Tuesday, November 8, 2011

Schooling Elizabeth Warren’s attackers on the meaning of hypocrisy

Elizabeth Warren faces down Tea Party heckler. Photo courtesy of Slatest.Slate.com.

Jason Linkins takes on both media dullards who amplify the "stupid" attacks on Elizabeth Warren and the panic-stricken conservatives who make them. Linkins nails it with this one:

If you're trying to keep up with the themes that underpin the GOP attacks on Elizabeth Warren, well, good luck to you. Way back when, her affiliation with Harvard got her branded an elitist. More recently, her support for the Occupy Wall Street movement branded her a dyed-in-the-wool socialist and middle-class rabblerouser. But now, her opponents are back pursuing the elitist angle, trying to drive a wedge between her and the Occupying 99 percent by pointing out that she's too good at capitalism to represent the poor. Some of these people yammered this critique to Politico, and their words were scribbled down like so:

Elizabeth Warren may have embraced the Occupy Wall Street movement and the "99 percent" crowd, but public records reveal the liberal firebrand belongs to the wealthiest 1 percent of Americans. 


Her financial well-being will likely hand conservatives a new line of attack against the consumer advocate and Democratic Senate hopeful in Massachusetts who has fired up the left and was labeled by one columnist as "the first candidate of the Occupy Wall Street movement."


"I don't begrudge her own personal wealth. I begrudge her hypocrisy of trying to play the demagogue against those who have achieved and who have created wealth," said Rick Manning of the conservative group Americans for Limited Government.

Lots of people -- like Steve Benen, Greg Sargent, and Paul Krugman (who is also very well-off, and yet no one perceives him as a latter day robber baron) -- have pointed out that this is not what hypocrisy means. Warren would be a hypocrite if she pandered to the 99 percent while advocating policies that harmed their economic interests. But she doesn't do that. The policies she advocates involve creating a fairer environment for consumers who participate in the capitalist system. Her bread-and-butter issues involve things like making mortgage agreements more transparent, ridding credit card contracts of their "tricks and traps," and responding more forcefully to the fraud and abuse that's found throughout the banking industry. (Ordinary people would likely be all the more successful at accruing and maintaining wealth if Warren had her way, actually.)


It's not hypocritical for a rich person to seek to end income inequality. What I think Rick Manning is trying to say is that Warren is, in his estimation, a traitor to the moneyed class, and he'd rather that she shut up and went away.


**WHAT TO PRODUCE**. Output the complete listing exactly, please, and keep the pictures out of it.

**INPUT MATERIAL**.
/---

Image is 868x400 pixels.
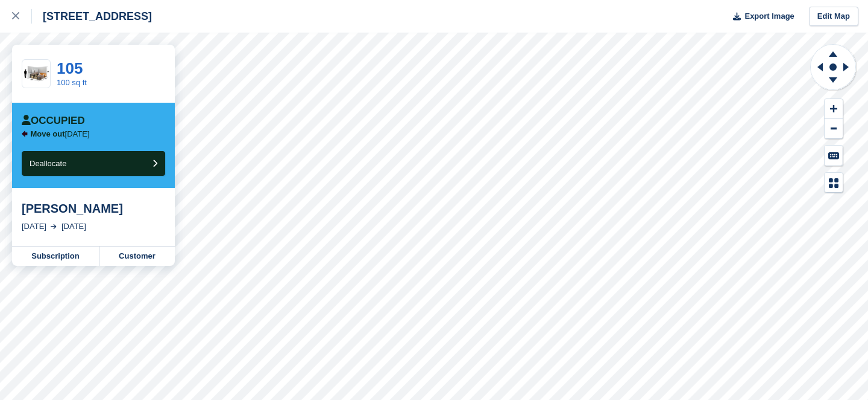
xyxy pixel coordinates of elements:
div: [DATE] [22,221,46,232]
button: Map Legend [825,173,843,192]
a: Customer [100,246,175,266]
span: Export Image [745,10,794,23]
a: 100 sq ft [57,78,87,87]
a: 105 [57,59,83,77]
a: Subscription [12,246,100,266]
button: Deallocate [22,151,165,175]
div: [PERSON_NAME] [22,201,165,215]
a: Edit Map [810,7,859,26]
p: [DATE] [31,129,90,139]
button: Keyboard Shortcuts [825,145,843,165]
button: Zoom In [825,99,843,119]
button: Zoom Out [825,119,843,139]
span: Deallocate [29,158,66,168]
div: Occupied [22,115,85,126]
span: Move out [31,129,65,139]
img: arrow-right-light-icn-cde0832a797a2874e46488d9cf13f60e5c3a73dbe684e267c42b8395dfbc2abf.svg [51,224,57,229]
img: arrow-left-icn-90495f2de72eb5bd0bd1c3c35deca35cc13f817d75bef06ecd7c0b315636ce7e.svg [22,130,27,137]
div: [DATE] [61,221,86,232]
img: 100.jpg [23,63,50,85]
button: Export Image [726,7,794,26]
div: [STREET_ADDRESS] [32,9,152,24]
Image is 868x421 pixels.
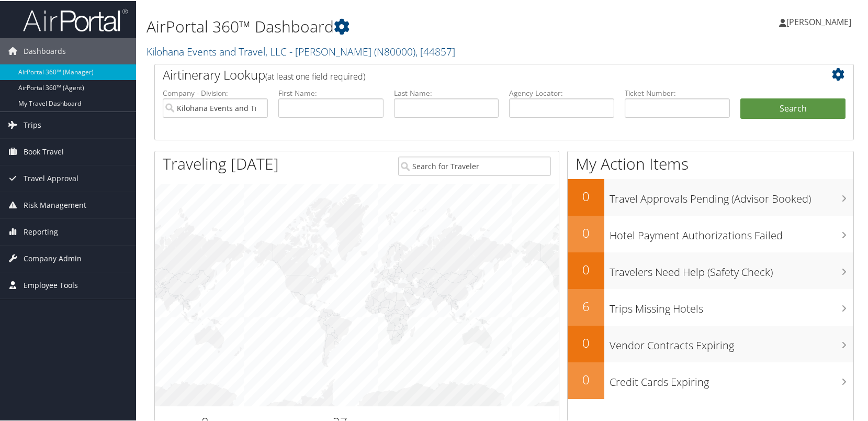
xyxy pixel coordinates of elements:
[779,5,862,36] a: [PERSON_NAME]
[509,87,615,97] label: Agency Locator:
[787,15,851,26] span: [PERSON_NAME]
[24,218,58,244] span: Reporting
[568,252,853,288] a: 0Travelers Need Help (Safety Check)
[415,44,455,58] span: , [ 44857 ]
[24,191,87,217] span: Risk Management
[568,324,853,361] a: 0Vendor Contracts Expiring
[740,97,846,118] button: Search
[23,7,128,31] img: airportal-logo.png
[163,87,268,97] label: Company - Division:
[279,87,384,97] label: First Name:
[568,187,605,204] h2: 0
[24,271,78,297] span: Employee Tools
[163,152,279,174] h1: Traveling [DATE]
[568,288,853,324] a: 6Trips Missing Hotels
[24,164,79,191] span: Travel Approval
[568,333,605,351] h2: 0
[568,223,605,241] h2: 0
[609,369,853,389] h3: Credit Cards Expiring
[24,37,66,64] span: Dashboards
[398,156,551,175] input: Search for Traveler
[24,138,64,164] span: Book Travel
[568,178,853,214] a: 0Travel Approvals Pending (Advisor Booked)
[568,259,605,277] h2: 0
[568,369,605,387] h2: 0
[265,70,365,81] span: (at least one field required)
[625,87,730,97] label: Ticket Number:
[146,15,623,36] h1: AirPortal 360™ Dashboard
[609,222,853,242] h3: Hotel Payment Authorizations Failed
[609,259,853,279] h3: Travelers Need Help (Safety Check)
[609,332,853,352] h3: Vendor Contracts Expiring
[394,87,499,97] label: Last Name:
[24,244,81,271] span: Company Admin
[568,152,853,174] h1: My Action Items
[374,44,415,58] span: ( N80000 )
[568,297,605,314] h2: 6
[146,44,455,58] a: Kilohana Events and Travel, LLC - [PERSON_NAME]
[568,361,853,398] a: 0Credit Cards Expiring
[609,295,853,315] h3: Trips Missing Hotels
[163,65,787,83] h2: Airtinerary Lookup
[568,214,853,252] a: 0Hotel Payment Authorizations Failed
[609,185,853,205] h3: Travel Approvals Pending (Advisor Booked)
[24,111,41,137] span: Trips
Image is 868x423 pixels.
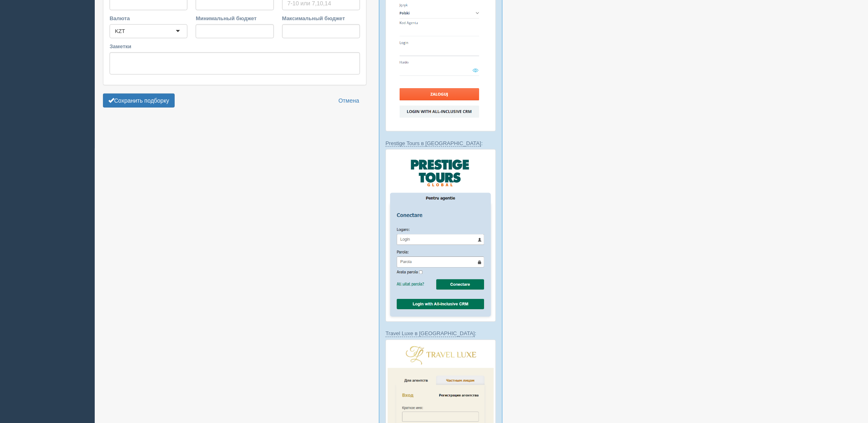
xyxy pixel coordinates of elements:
img: prestige-tours-login-via-crm-for-travel-agents.png [386,149,496,321]
p: : [386,329,496,338]
a: Отмена [333,94,365,107]
a: Prestige Tours в [GEOGRAPHIC_DATA] [386,140,481,147]
label: Максимальный бюджет [282,15,360,22]
label: Валюта [110,15,188,22]
p: : [386,139,496,147]
button: Сохранить подборку [103,94,175,107]
a: Travel Luxe в [GEOGRAPHIC_DATA] [386,331,475,337]
div: KZT [115,27,125,35]
label: Заметки [110,42,360,51]
label: Минимальный бюджет [196,15,273,22]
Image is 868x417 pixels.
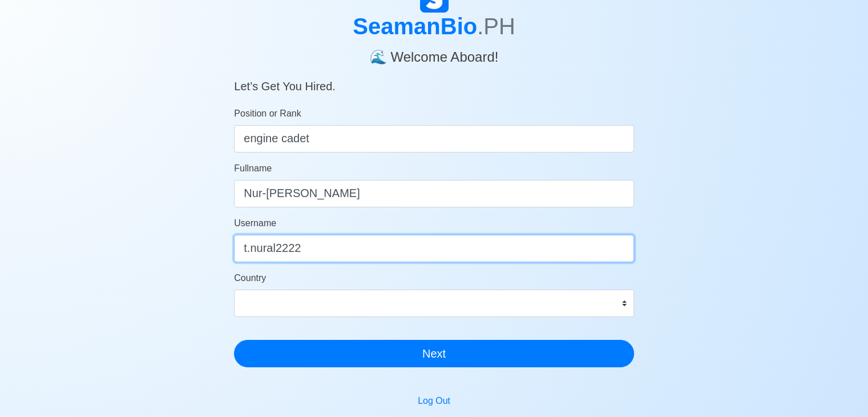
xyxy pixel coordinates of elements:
[234,40,634,66] h4: 🌊 Welcome Aboard!
[234,180,634,208] input: Your Fullname
[234,272,266,285] label: Country
[234,235,634,263] input: Ex. donaldcris
[234,340,634,367] button: Next
[477,14,516,39] span: .PH
[234,13,634,40] h1: SeamanBio
[234,66,634,93] h5: Let’s Get You Hired.
[410,390,458,412] button: Log Out
[234,163,272,174] span: Fullname
[234,108,301,118] span: Position or Rank
[234,125,634,152] input: ex. 2nd Officer w/Master License
[234,219,276,228] span: Username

\---

**ANSWER BOX**.
Image is 868x400 pixels.
xyxy pixel coordinates of elements:
div: [DATE] [22,221,46,232]
button: Map Legend [825,173,843,192]
a: Customer [100,246,175,266]
span: Export Image [745,10,794,23]
a: 100 sq ft [57,78,87,87]
a: 105 [57,59,83,77]
a: Subscription [12,246,100,266]
button: Deallocate [22,151,165,175]
div: [PERSON_NAME] [22,201,165,215]
a: Edit Map [810,7,859,26]
p: [DATE] [31,129,90,139]
button: Keyboard Shortcuts [825,145,843,165]
button: Zoom In [825,99,843,119]
button: Zoom Out [825,119,843,139]
span: Deallocate [29,158,66,168]
div: Occupied [22,115,85,126]
span: Move out [31,129,65,139]
img: arrow-right-light-icn-cde0832a797a2874e46488d9cf13f60e5c3a73dbe684e267c42b8395dfbc2abf.svg [51,224,57,229]
img: arrow-left-icn-90495f2de72eb5bd0bd1c3c35deca35cc13f817d75bef06ecd7c0b315636ce7e.svg [22,130,27,137]
div: [DATE] [61,221,86,232]
img: 100.jpg [23,63,50,85]
button: Export Image [726,7,794,26]
div: [STREET_ADDRESS] [32,9,152,24]
Image is 868x421 pixels.
xyxy pixel coordinates of elements:
[779,5,862,36] a: [PERSON_NAME]
[509,87,615,97] label: Agency Locator:
[787,15,851,26] span: [PERSON_NAME]
[24,218,58,244] span: Reporting
[568,252,853,288] a: 0Travelers Need Help (Safety Check)
[415,44,455,58] span: , [ 44857 ]
[24,191,87,217] span: Risk Management
[568,324,853,361] a: 0Vendor Contracts Expiring
[740,97,846,118] button: Search
[23,7,128,31] img: airportal-logo.png
[163,87,268,97] label: Company - Division:
[279,87,384,97] label: First Name:
[568,187,605,204] h2: 0
[24,271,78,297] span: Employee Tools
[163,152,279,174] h1: Traveling [DATE]
[568,288,853,324] a: 6Trips Missing Hotels
[24,164,79,191] span: Travel Approval
[568,333,605,351] h2: 0
[568,223,605,241] h2: 0
[609,369,853,389] h3: Credit Cards Expiring
[24,37,66,64] span: Dashboards
[398,156,551,175] input: Search for Traveler
[24,138,64,164] span: Book Travel
[568,178,853,214] a: 0Travel Approvals Pending (Advisor Booked)
[568,259,605,277] h2: 0
[568,369,605,387] h2: 0
[265,70,365,81] span: (at least one field required)
[625,87,730,97] label: Ticket Number:
[146,15,623,36] h1: AirPortal 360™ Dashboard
[609,222,853,242] h3: Hotel Payment Authorizations Failed
[609,259,853,279] h3: Travelers Need Help (Safety Check)
[609,332,853,352] h3: Vendor Contracts Expiring
[394,87,499,97] label: Last Name:
[24,244,81,271] span: Company Admin
[568,152,853,174] h1: My Action Items
[374,44,415,58] span: ( N80000 )
[568,297,605,314] h2: 6
[146,44,455,58] a: Kilohana Events and Travel, LLC - [PERSON_NAME]
[568,361,853,398] a: 0Credit Cards Expiring
[609,295,853,315] h3: Trips Missing Hotels
[163,65,787,83] h2: Airtinerary Lookup
[568,214,853,252] a: 0Hotel Payment Authorizations Failed
[609,185,853,205] h3: Travel Approvals Pending (Advisor Booked)
[24,111,41,137] span: Trips
Image is 868x423 pixels.
xyxy pixel coordinates of elements:
img: prestige-tours-login-via-crm-for-travel-agents.png [386,149,496,321]
p: : [386,329,496,338]
a: Отмена [333,94,365,107]
a: Prestige Tours в [GEOGRAPHIC_DATA] [386,140,481,147]
label: Максимальный бюджет [282,15,360,22]
label: Валюта [110,15,188,22]
p: : [386,139,496,147]
button: Сохранить подборку [103,94,175,107]
a: Travel Luxe в [GEOGRAPHIC_DATA] [386,331,475,337]
div: KZT [115,27,125,35]
label: Заметки [110,42,360,51]
label: Минимальный бюджет [196,15,273,22]
Image is 868x417 pixels.
xyxy pixel coordinates of elements:
[234,40,634,66] h4: 🌊 Welcome Aboard!
[234,180,634,208] input: Your Fullname
[234,272,266,285] label: Country
[234,235,634,263] input: Ex. donaldcris
[234,340,634,367] button: Next
[477,14,516,39] span: .PH
[234,13,634,40] h1: SeamanBio
[234,66,634,93] h5: Let’s Get You Hired.
[410,390,458,412] button: Log Out
[234,163,272,174] span: Fullname
[234,108,301,118] span: Position or Rank
[234,125,634,152] input: ex. 2nd Officer w/Master License
[234,219,276,228] span: Username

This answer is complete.